That Monday’s World Humanitarian Summit-the first of its kind-is being held in Istanbul is not a coincidence.
It comes as the Syrian civil war enters its sixth year, as Europe is facing the worst refugee crisis since World War II and as global social inequality has reached a peak amid a rising population.
Hosted by Turkey’s President Recep Tayyip Erdoğan, world leaders of United Nations member states, including German Chancellor Angela Merkel and U.S. Vice-President Joe Biden, are set to gather in Turkey’s largest city on Monday and Tuesday.
During the summit, attended by 125 of the UN’s 193 member states, at least 50 heads of government will announce several commitments to reduce humanitarian disasters.
These include: preventing and ending conflict; respecting the rules of war; addressing forced displacement; achieving gender equality; responding to climate change; ending the need for aid; and investing in humanity.
German Chancellor Angela Merkel on Saturday called for better coordination of aid efforts ahead of the summit.
The two-day meeting is not about concrete financial pledges, rather it was about better integration of the various stakeholders, she said in her weekly podcast from Berlin.
Another aim of the meeting was a more comprehensive overview of aid efforts, such as through the packaging of aid pledges in databanks, she said.
It is necessary “to follow whether what has been promised at international conferences is also later done,” Merkel said. This was lacking in many places, the chancellor said.
Merkel plans to travel to Turkey on Sunday and is expected to meet President Recep Tayyip Erdoğan during her visit.
Winnie Byanyima, executive director of Oxfam International, who will address government leaders at the summit, said in a statement on Thursday: “Leaders at the World Humanitarian Summit must make concrete commitments that deliver real change for civilians facing disaster and conflict,”
“Fundamentally, we must see action from world leaders to reverse the shocking erosion of respect for international humanitarian law – this could be the summit’s single most important legacy,” Byanyima said.
Russian leader declines invitation
Doctors Without Borders (MSF) announced on 5 May that it would pull out of the summit because of a “lack of hope” that it would “address the massive needs” caused by violence against its medical staff in conflict areas including Syria, Yemen and South Sudan.
Last year, 75 hospitals managed by MSF were bombed.

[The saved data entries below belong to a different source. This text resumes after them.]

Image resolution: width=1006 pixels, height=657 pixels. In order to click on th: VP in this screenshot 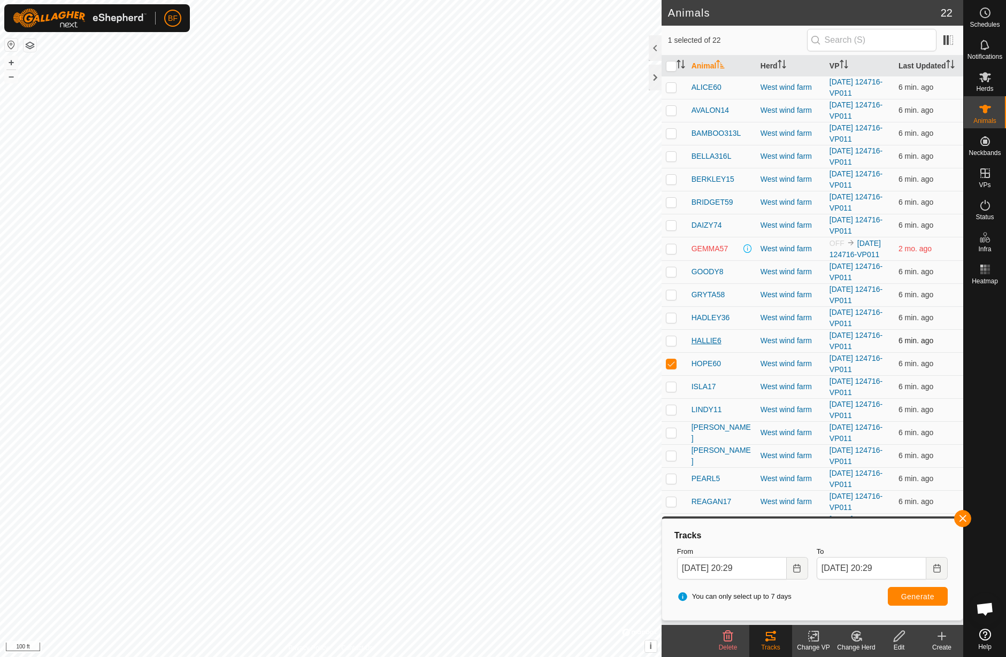, I will do `click(860, 66)`.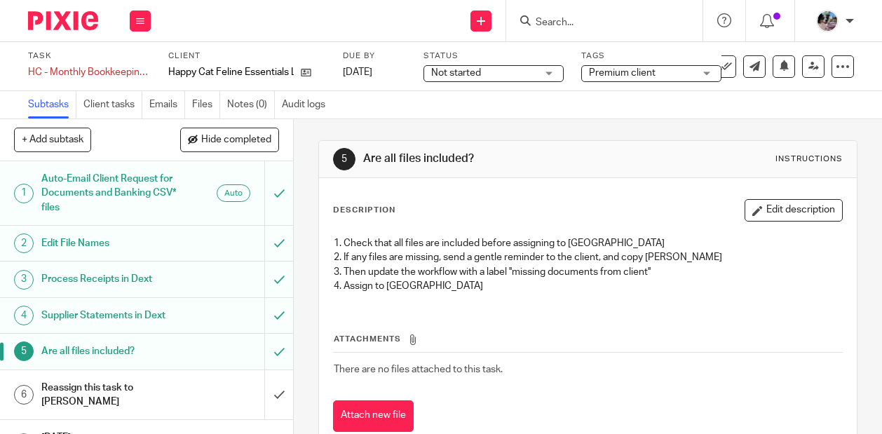 This screenshot has width=882, height=434. What do you see at coordinates (231, 72) in the screenshot?
I see `p: Happy Cat Feline Essentials Ltd.` at bounding box center [231, 72].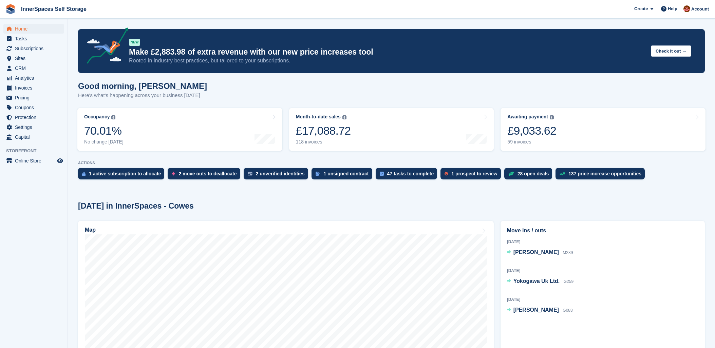 Image resolution: width=715 pixels, height=348 pixels. What do you see at coordinates (408, 176) in the screenshot?
I see `a: 47 tasks to complete` at bounding box center [408, 176].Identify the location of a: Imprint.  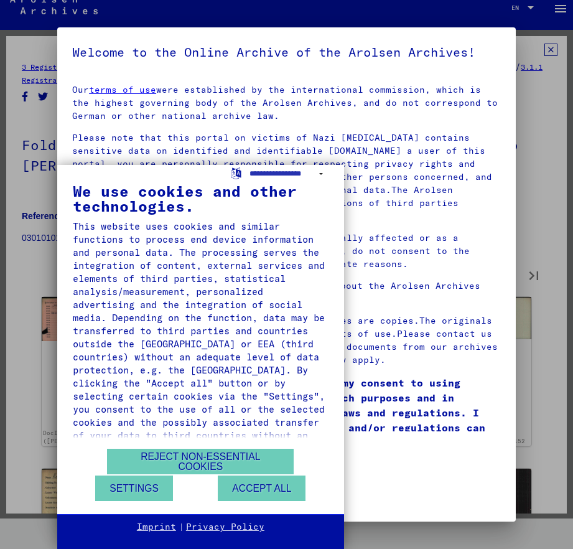
(156, 527).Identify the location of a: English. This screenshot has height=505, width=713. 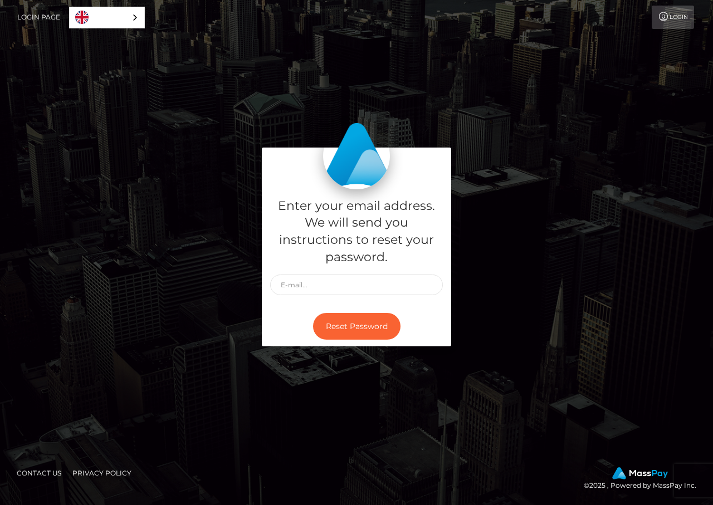
(107, 17).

In April this year, an airstrike hit a MSF hospital in a Syrian opposition-held area in Aleppo, killing more than a dozen people, including children and doctors, the organization said.

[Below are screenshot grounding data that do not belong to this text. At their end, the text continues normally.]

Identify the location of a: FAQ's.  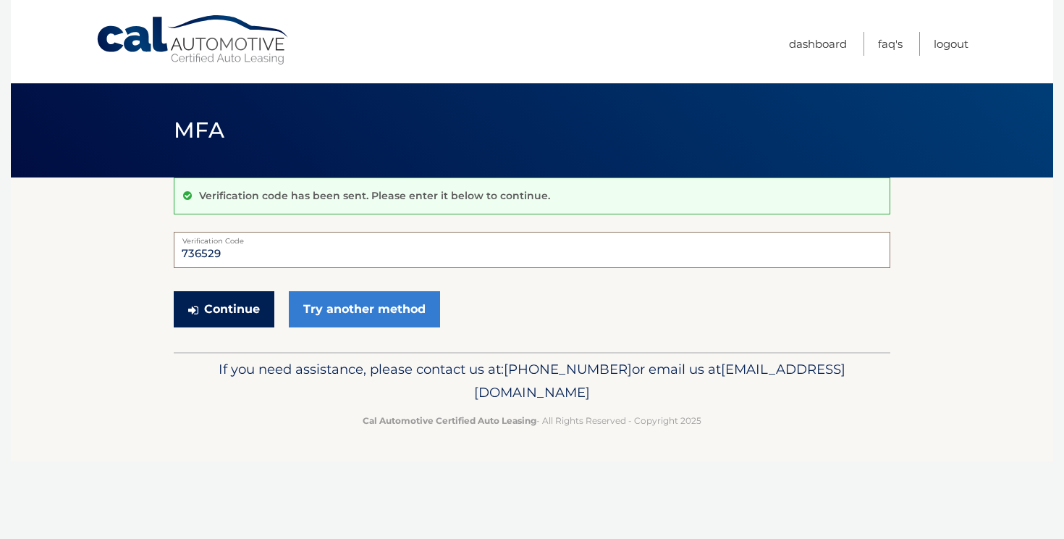
(891, 43).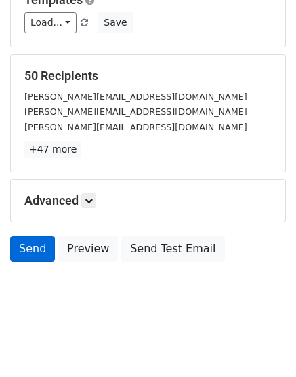  I want to click on h5: Advanced, so click(148, 201).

U.S. Secretary of State John Kerry blamed the attack on the Russian-backed Syrian regime and condemned it as “a deliberate strike on a known medical facility”.
Russian President Vladimir Putin, whose country is one of the five permanent members of the UN Security Council, also declined his invitation to the summit, the humanitarian news agency IRIN reported on May 10.
Criticized internationally for its role in backing the Assad regime, Russia said in a statement obtained by IRIN that it “refuses to be bound by the results of a process it says failed to include its views”.
Why the World Humanitarian Summit’s location matters
In 2014, the U.N. reported that around $540 million of the roughly $135 billion global aid budget was spent on decreasing disaster risk.
U.N. Secretary-General Ban Ki-moon is expected to push for an increase in world spending on reducing disaster risk at the summit in Turkey, which is one of the world’s most generous aid donors.
Turkey ranked third in the list of countries with the most international humanitarian work in 2012 and 2013, the Turkish Cooperation and Coordination Agency, TIKA, says in its Turkish Development Assistance 2013 report-the latest such figures from the agency.
According to another 2013 Global Humanitarian Assistance report, the top five donors were the U.S. with $3.8 billion, followed by EU institutions ($1.9 billion), the U.K. ($1.2 billion), Turkey ($1.0 billion) and Sweden with $784 million.
Hosting almost three million Syrian refugees, Turkey has spent nearly $10 billion on caring for them since the beginning of the Syrian crisis.